Empire Weekend
Finally! A chance to review something other than comics!
Empire State by Adam Christopher
“Empire State” is a sci-fi/fantasy/superhero/noir novel by Adam Christopher that starts out with a couple of super-people in 1930s New York having a fight so big, it ends up creating a pocket universe called the Empire State. It’s a darker, rainier, bleaker, more film-noir version of New York City — and only New York City. There’s no Jersey, no Albany, no Baltimore, no California, no Texas, no England, no Bangladesh, no nothing.
Our main character is Rad Bradley, a booze-swilling private eye on the trail of a missing woman, all while under the watchful eye of an oppressive wartime government, a shadowy religious conspiracy, mysterious bruisers wearing gas masks, a mad scientist, and a superhero called the Skyguard.
There are lots of sci-fi and fantasy touches here — robots, parallel worlds, super-science, mega-sized blimps, time travel, interdimensional mindtrip war — and the entire story is kicked off by a couple of superheroes who hit each other so hard they create a new universe — but the bulk of what you’re getting here is good old-fashioned pulp-flavored film noir. Rad Bradley is an old-school gumshoe. He gets hired by a leggy dame, he hangs out with a cynical newspaper reporter, he’s got a bad relationship with the cops, he’s got a run-down office, he wears a fedora — and he goes out investigating mysteries, just like any good old-school gumshoe.
Verdict: Thumbs up. Characters are pretty good. Action’s good. It’s got a fantastic hook. The book even comes with extras, including an interview with the author, a suggested playlist, and something called “WorldBuilder” that lets others write stories set in the Empire State universe.
If I’ve got a complaint, it’s about the lack of female characters. I think I counted four of them — one is Rad’s ex-wife, one is a murder victim, one is the lover of the murder victim, and the only one with a significant part to play in the story is the Science Pirate (not a spoiler — her identity is revealed very early in the book). But the Science Pirate never does a whole lot — gets captured a couple of times and is otherwise kinda generically villainous. Even worse, everyone talks about what a badass the Science Pirate is — until they find out she’s a woman, and then everyone starts disregarding her — “Oh, she’s just a woman, she’s no threat.”

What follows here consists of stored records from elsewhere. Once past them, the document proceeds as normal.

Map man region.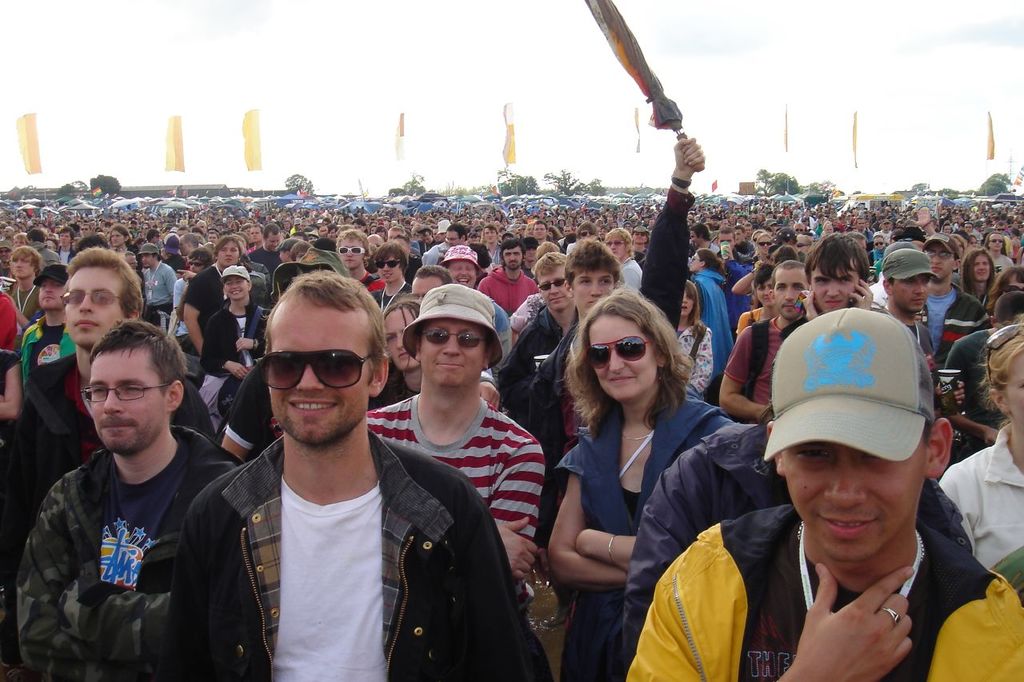
Mapped to select_region(718, 257, 802, 429).
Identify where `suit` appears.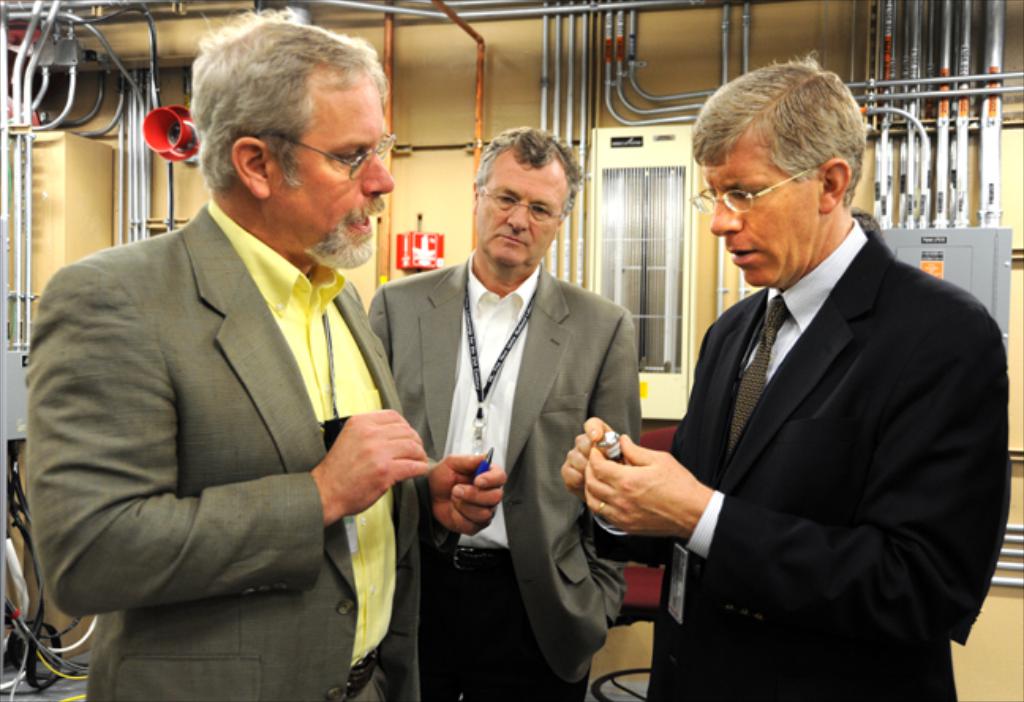
Appears at <box>615,125,991,701</box>.
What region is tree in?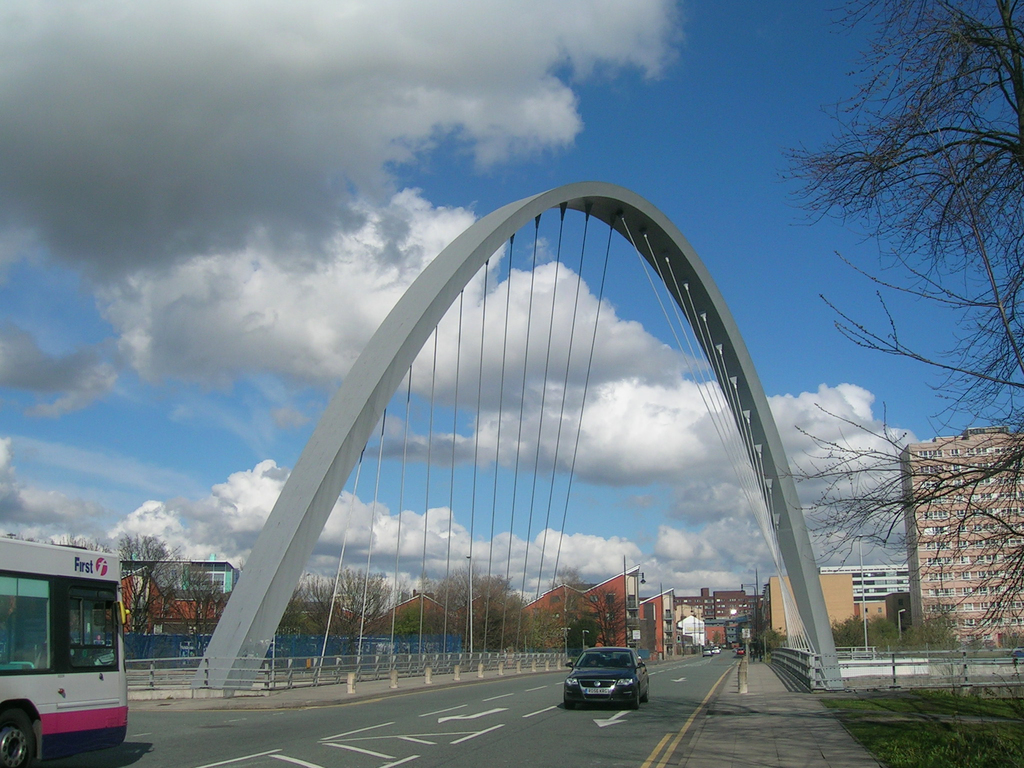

Now that might be something you could excuse for historical accuracy — back in the ’30s, a woman might not be taken seriously by a lot of people. Two problems with that — first, Rad Bradley, the hero, is a black man, and no one ever suggests that he’s not a capable private eye, which definitely wouldn’t happen in the ’30s; and second, if the reader can accept a world with pulp mysteries, robots, superheroes, and all kinds of amazing science-fictional stuff that never happened in the 1930s, you can bet that the reader can also accept capable, non-background female characters.
And that’s a couple big fat paragraphs of negativity — when, really, I definitely enjoyed the book. It runs at a good, brisk pace, and it kept me reading as fast as I could all the way through. The mystery has even more twists and turns than you’d expect from a good pulp detective yarn, and the identity of the villain was a solid surprise for me, even if I could see, looking back, where he was being telegraphed to the reader. It’s a fun book, and other than that point about the female characters, it was a very enthusiastic thumbs up. Go hunt it down and read it, kids.